Saturday, November 10, 2007

How Israel makes money from "the war on terror"

How war was turned into a brand


Political chaos means Israel is booming like it's 1999 - and the boom is in defence exports field-tested on Palestinians

Naomi Klein
Saturday June 16, 2007
The Guardian
...

Here's another theory. Israel's economy isn't booming despite the political chaos that devours the headlines but because of it. This phase of development dates back to the mid-90s, when the country was in the vanguard of the information revolution - the most tech-dependent economy in the world. After the dotcom bubble burst in 2000, Israel's economy was devastated, facing its worst year since 1953. Then came 9/11, and suddenly new profit vistas opened up for any company that claimed it could spot terrorists in crowds, seal borders from attack, and extract confessions from closed-mouthed prisoners.

Within three years, large parts of Israel's tech economy had been radically repurposed. Put in Friedmanesque terms, Israel went from inventing the networking tools of the "flat world" to selling fences to an apartheid planet. Many of the country's most successful entrepreneurs are using Israel's status as a fortressed state, surrounded by furious enemies, as a kind of 24-hour-a-day showroom, a living example of how to enjoy relative safety amid constant war. And the reason Israel is now enjoying supergrowth is that those companies are busily exporting that model to the world.

Discussions of Israel's military trade usually focus on the flow of weapons into the country - US-made Caterpillar bulldozers used to destroy homes in the West Bank, and British companies supplying parts for F-16s. Overlooked is Israel's huge and expanding export business. Israel now sends $1.2bn in "defence" products to the United States - up dramatically from $270m in 1999. In 2006, Israel exported $3.4bn in defence products - well over a billion more than it received in American military aid. That makes Israel the fourth largest arms dealer in the world, overtaking Britain.

Much of this growth has been in the so-called homeland security sector. Before 9/11 homeland security barely existed as an industry. By the end of this year, Israeli exports in the sector will reach $1.2bn, an increase of 20%. The key products and services are hi-tech fences, unmanned drones, biometric IDs, video and audio surveillance gear, air passenger profiling and prisoner interrogation systems - precisely the tools and technologies Israel has used to lock in the occupied territories.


WHAT THIS TASK INVOLVES:
Give again, word for word, every line in the entries below from the line with "You are a GUI" up to and including the line with "The width and", and no other line.

[Stored data entries]
►
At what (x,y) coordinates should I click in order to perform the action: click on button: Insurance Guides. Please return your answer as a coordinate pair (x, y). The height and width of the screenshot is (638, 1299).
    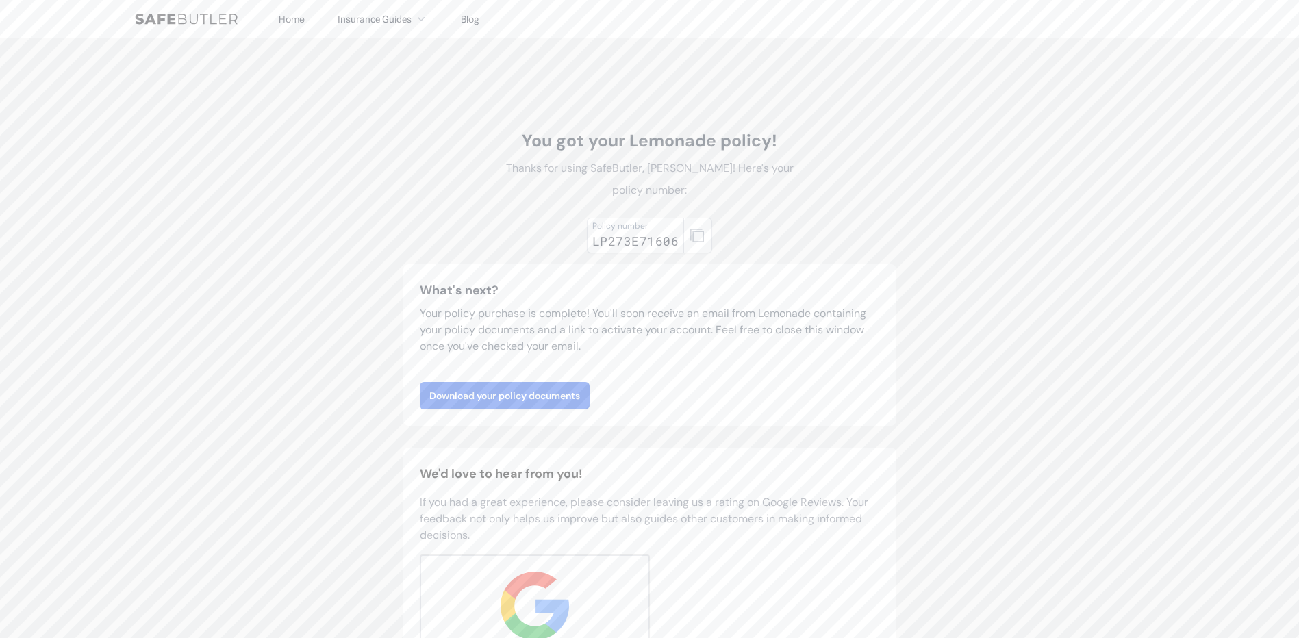
    Looking at the image, I should click on (383, 19).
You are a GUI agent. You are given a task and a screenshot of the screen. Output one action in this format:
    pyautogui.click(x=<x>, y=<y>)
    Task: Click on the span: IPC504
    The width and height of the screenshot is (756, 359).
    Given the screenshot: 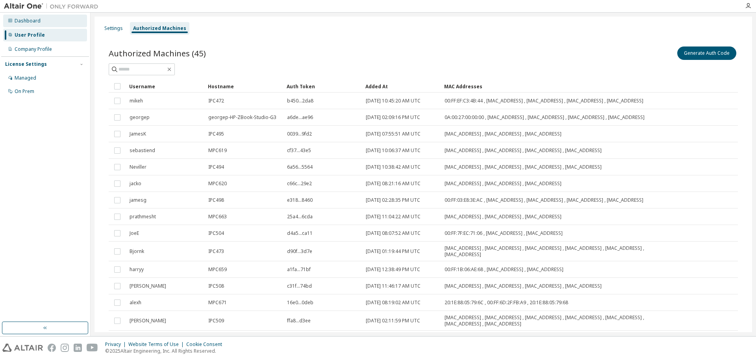 What is the action you would take?
    pyautogui.click(x=216, y=233)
◄
WRITTEN SOLUTION:
You are a GUI agent. You are given a task and a screenshot of the screen. Output one action in this format:
    pyautogui.click(x=<x>, y=<y>)
    Task: Click on the span: IPC504
    The width and height of the screenshot is (756, 359).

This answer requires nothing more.